Mercedes-Benz's W123 Generation of mid-size models are a bit like Clark Kent before he dons the red cape: a tad dweeby but seemingly indestructible. But like the Man of Steel, the W123 has one weakness, and it's not a green mineral from Krypton but the unctuous and sophisticated self-leveling dampers fit to the rear of 1979–85 300TD wagons. The hydraulically operated setup eventually fails, leaving the W123 longroof's rear sagging worse than the poorly tailored khakis of the bespectacled Daily Planet reporter from Smallville.

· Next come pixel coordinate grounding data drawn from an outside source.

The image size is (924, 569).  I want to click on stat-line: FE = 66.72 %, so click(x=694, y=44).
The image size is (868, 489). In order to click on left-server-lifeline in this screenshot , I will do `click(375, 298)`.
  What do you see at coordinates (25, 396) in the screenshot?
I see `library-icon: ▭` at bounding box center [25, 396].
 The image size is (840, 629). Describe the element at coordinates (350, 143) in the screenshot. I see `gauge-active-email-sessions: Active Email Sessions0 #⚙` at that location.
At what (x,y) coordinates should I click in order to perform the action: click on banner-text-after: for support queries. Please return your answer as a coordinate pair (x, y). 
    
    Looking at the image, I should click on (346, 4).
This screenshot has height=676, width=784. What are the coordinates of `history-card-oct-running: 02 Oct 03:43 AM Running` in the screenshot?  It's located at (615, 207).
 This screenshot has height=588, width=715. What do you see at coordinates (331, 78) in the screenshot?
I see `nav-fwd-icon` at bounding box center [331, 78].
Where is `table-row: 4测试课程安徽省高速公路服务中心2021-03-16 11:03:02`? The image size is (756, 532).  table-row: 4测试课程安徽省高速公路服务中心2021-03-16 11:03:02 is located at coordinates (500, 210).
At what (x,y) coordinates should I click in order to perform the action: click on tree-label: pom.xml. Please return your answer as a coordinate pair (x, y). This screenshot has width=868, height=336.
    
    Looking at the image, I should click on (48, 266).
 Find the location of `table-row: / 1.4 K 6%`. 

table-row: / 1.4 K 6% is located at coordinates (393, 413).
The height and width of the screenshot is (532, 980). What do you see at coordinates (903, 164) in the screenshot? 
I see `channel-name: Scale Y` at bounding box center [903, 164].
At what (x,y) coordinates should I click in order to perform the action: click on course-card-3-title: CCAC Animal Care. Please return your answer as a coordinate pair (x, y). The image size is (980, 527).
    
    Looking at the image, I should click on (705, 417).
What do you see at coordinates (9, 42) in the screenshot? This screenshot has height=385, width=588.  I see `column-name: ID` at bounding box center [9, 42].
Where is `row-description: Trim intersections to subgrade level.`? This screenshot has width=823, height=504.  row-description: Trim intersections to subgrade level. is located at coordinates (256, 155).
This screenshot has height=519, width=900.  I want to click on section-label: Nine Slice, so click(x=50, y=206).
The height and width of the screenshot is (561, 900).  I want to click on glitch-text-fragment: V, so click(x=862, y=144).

Sadly, the necessary replacement parts are no longer in production, so reraising and retaining the wagon's hind dampers is a seemingly hopeless endeavor.
Fortunately for obsessive wagonistas, 38-year-old vintage-Benz fanatic Andrew Villaseñor has created a cottage industry in central California, where he rebuilds about 20 seeping dampers per month. Why bother pursuing such a repair when there's the option of replacing the complex system with the run-of-the-mill rear end of other W123 variants? Because doing so would run counter to Mercedes's 20th-century ethos of maniacal overengineering.
The self-leveling suspension "compensates for load and brings the ride height of the car to a safe level so you can drive at autobahn speeds," Villaseñor says. As if achieving triple-digit speeds in a 40-something-year-old turbo-diesel wagon is somehow requisite.
Perfecting the high-pressure rebuild required iteration. "We kept breaking tools," Villaseñor says. He also suffered initial quality issues when he commissioned an Indian company to supply remanufactured sets of the setup's archaic two-piece seals. Eventually, he switched to an American supplier capable of producing a bespoke and modern rubber one-piece seal.
Villaseñor is the rare W123-wagon self-leveling-suspension rebuilder (if not the only one) to offer his parts on an exchange program. When a customer orders a pair of remanufactured dampers for $1100, Villaseñor includes a prepaid return label. If the buyer sends back old, oozing parts, Villaseñor issues up to a $500 refund. He can then rebuild those worn components for future sale. "That keeps the whole cycle going," he says.